“It’s an evening of theatre that centers on mortality and death,” says comedian Mike Birbiglia of his latest solo show, The Old Man and the Pool, now playing the Vivian Beaumont Theater at Lincoln Center.
Hilarious, no? Well, actually, yes. Birbiglia has a gift for marrying tragedy and comedy.
Birbiglia’s career started with traditional stand-up, but it was his first solo show, 2008’s Sleepwalk With Me, where he discovered his unique talent for long-form storytelling and his ability to transform trauma. In the show, he shared his struggle with REM Sleep Behavior Disorder, a rare condition in which his body physically acts out his dreams while he’s still sleeping. “I literally jumped through a second story window, and it nearly killed me, which served as a metaphor in the play, but also literally happened. It’s a good story to tell, and sort of oddly funny,” says Birbiglia. “I think what I discovered from that experience is that if the audience can see that you’re okay—that you’ve lived to tell the story—then they have permission to laugh at it.”
Birbiglia adapted that show into a book and a film, but then he returned to his theatrical solo show format, creating My Girlfriend’s Boyfriend in 2011, followed by Thank God for Jokes for Netflix in 2017. His fourth show, The New One, premiered Off-Broadway in summer 2018 and transferred to Broadway’s Cort Theatre for a three-month fall run.
“The thing that any writer should write about is the thing that we think about the most, because, ultimately, it’s the thing that we’re most passionate about. My last show [The New One] was all about having a child, and in the last couple of years all I’ve been thinking about is death and mortality and how we lose people we love,” says Birbiglia about the origins of The Old Man and the Pool. “I would describe it as the existential and comedic questions that go through all of our heads when we’re thinking about the idea that anything could end at any moment.”
The show begins with Birbiglia’s annual physical and leads him down a rabbit hole of medical issues, but he’s found in performance of The Old Man and the Pool, which premiered in Los Angeles earlier this year, that in this moment following the pandemic, audiences really need laughter. “People have really been through it…we’ve all been through it in the last few years,” he says.
“I found that comedy is a certain type of coping mechanism because it allows you to see the entire absurdity of life and existence, which I believe is absurd and is outrageous.”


Required action: State, as a number alone, how many lines of the entries contain the word "item".

###

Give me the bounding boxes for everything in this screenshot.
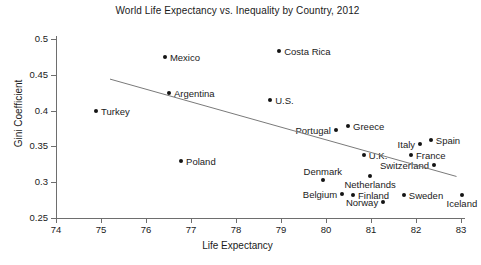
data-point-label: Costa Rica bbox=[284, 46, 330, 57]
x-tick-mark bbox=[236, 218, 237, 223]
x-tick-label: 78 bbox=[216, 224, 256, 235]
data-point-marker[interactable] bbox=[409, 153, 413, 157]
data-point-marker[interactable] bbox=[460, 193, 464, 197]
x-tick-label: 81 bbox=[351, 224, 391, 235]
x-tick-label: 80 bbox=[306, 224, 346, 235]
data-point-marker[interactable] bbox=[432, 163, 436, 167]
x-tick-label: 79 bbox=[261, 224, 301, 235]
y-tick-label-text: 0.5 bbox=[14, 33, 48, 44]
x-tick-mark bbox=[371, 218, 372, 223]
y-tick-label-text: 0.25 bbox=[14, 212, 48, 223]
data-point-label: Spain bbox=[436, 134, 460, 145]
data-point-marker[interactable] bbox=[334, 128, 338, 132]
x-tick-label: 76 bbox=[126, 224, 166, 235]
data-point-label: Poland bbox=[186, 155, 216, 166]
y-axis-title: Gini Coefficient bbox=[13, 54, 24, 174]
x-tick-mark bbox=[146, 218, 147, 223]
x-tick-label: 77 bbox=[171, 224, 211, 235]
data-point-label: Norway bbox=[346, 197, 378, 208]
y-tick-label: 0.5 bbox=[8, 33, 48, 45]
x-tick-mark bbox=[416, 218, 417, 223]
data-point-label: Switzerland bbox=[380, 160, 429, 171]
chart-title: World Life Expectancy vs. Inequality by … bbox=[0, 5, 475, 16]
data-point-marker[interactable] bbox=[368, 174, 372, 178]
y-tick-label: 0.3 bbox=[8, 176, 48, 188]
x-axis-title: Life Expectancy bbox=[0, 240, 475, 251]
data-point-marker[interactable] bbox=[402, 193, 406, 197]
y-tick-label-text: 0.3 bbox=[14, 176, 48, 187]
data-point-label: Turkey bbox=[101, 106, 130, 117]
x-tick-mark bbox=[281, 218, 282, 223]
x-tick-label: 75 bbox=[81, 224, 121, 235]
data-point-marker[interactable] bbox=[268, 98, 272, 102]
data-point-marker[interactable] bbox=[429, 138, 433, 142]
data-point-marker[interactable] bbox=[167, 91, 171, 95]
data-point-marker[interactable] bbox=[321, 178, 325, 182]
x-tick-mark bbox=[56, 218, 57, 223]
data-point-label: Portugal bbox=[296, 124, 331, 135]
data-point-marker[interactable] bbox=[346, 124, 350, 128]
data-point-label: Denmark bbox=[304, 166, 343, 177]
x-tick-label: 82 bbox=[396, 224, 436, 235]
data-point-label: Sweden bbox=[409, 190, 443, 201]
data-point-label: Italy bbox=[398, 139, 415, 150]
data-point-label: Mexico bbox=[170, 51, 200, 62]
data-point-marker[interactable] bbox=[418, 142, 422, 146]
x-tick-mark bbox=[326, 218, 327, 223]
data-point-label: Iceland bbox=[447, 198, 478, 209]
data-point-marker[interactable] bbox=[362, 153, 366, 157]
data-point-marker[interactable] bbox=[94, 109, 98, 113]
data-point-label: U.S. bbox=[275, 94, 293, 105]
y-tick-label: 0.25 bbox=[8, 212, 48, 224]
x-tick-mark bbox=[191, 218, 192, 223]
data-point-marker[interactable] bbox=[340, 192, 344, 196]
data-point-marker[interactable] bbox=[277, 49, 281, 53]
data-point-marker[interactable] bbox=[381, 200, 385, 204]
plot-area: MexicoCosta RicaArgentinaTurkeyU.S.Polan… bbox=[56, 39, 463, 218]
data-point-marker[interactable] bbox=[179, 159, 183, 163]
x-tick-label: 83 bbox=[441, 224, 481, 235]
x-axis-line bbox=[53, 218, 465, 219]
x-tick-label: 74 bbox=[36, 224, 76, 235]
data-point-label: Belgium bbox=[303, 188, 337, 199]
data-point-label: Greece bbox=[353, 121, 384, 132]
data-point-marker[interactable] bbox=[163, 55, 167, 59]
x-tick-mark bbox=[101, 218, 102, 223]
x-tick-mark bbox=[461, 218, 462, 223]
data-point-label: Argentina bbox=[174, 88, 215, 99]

###

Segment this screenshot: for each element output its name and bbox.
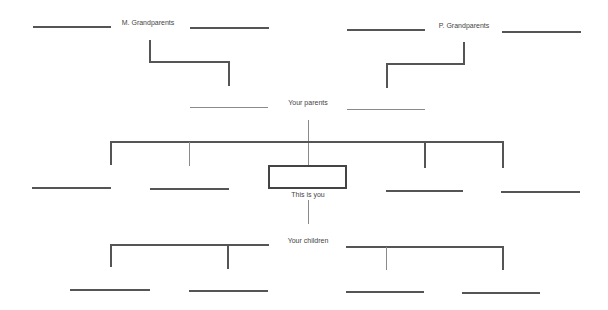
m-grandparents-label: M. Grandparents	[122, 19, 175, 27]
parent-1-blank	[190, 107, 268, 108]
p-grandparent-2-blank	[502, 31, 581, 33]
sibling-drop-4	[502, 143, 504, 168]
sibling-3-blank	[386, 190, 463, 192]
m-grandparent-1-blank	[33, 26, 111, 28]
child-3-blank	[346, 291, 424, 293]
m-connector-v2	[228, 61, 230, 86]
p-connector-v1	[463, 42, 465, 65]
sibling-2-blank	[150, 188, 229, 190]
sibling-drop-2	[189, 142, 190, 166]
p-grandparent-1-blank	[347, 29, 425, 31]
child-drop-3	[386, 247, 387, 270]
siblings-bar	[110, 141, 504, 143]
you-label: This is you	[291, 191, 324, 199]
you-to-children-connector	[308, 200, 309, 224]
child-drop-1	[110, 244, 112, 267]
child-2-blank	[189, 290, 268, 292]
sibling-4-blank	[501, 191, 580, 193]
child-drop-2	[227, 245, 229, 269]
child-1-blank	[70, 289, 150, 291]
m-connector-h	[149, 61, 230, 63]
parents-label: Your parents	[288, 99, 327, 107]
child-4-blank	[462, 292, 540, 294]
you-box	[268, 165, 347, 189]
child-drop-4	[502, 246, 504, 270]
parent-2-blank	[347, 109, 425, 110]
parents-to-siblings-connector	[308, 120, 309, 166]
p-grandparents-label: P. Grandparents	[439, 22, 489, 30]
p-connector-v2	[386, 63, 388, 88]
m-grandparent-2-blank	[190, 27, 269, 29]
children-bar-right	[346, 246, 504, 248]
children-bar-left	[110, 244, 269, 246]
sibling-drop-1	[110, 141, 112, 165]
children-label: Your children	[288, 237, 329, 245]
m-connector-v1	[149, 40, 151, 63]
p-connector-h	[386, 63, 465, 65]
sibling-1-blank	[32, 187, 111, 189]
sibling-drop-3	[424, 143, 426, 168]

###

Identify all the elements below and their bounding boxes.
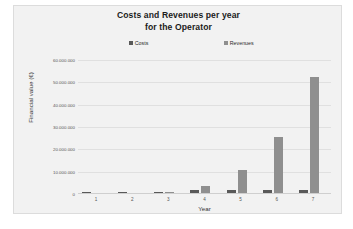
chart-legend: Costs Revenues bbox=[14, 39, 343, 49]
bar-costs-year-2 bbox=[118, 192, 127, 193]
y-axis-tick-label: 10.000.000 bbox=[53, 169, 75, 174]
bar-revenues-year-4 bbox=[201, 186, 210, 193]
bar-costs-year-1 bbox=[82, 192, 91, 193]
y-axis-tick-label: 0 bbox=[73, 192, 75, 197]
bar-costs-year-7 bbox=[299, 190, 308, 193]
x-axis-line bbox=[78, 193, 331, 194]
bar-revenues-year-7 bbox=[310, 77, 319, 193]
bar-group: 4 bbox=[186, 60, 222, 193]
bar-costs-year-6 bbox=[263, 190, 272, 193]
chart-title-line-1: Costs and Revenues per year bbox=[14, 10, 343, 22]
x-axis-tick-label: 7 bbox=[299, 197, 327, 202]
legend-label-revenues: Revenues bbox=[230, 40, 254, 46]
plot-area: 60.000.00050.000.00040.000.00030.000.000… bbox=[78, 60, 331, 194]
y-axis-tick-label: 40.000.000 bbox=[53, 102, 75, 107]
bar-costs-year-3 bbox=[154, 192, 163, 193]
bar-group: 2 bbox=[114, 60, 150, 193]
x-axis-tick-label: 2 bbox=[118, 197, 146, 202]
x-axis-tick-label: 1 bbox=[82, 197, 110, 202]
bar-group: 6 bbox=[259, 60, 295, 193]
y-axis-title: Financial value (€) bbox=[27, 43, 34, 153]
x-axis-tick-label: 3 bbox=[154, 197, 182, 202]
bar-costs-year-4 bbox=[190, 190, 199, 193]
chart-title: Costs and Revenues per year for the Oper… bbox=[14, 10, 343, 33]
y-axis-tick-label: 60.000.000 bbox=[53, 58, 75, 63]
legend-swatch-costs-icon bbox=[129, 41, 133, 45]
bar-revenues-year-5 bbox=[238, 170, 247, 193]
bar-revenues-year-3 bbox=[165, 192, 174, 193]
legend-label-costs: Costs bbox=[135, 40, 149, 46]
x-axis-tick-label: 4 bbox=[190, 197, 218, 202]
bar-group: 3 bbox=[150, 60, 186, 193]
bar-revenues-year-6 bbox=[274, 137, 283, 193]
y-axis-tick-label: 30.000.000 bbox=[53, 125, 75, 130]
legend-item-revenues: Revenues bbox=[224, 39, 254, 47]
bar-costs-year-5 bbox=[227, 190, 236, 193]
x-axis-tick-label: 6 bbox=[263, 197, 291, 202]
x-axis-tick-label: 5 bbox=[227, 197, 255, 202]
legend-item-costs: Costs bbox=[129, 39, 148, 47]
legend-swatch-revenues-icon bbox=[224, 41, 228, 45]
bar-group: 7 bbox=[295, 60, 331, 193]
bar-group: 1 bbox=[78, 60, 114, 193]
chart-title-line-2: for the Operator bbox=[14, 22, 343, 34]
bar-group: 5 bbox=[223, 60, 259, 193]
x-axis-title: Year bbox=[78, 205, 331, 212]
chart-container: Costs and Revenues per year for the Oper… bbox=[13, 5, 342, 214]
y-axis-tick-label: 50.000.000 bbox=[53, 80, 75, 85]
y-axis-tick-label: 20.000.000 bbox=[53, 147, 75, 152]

###

Result for this exercise: 2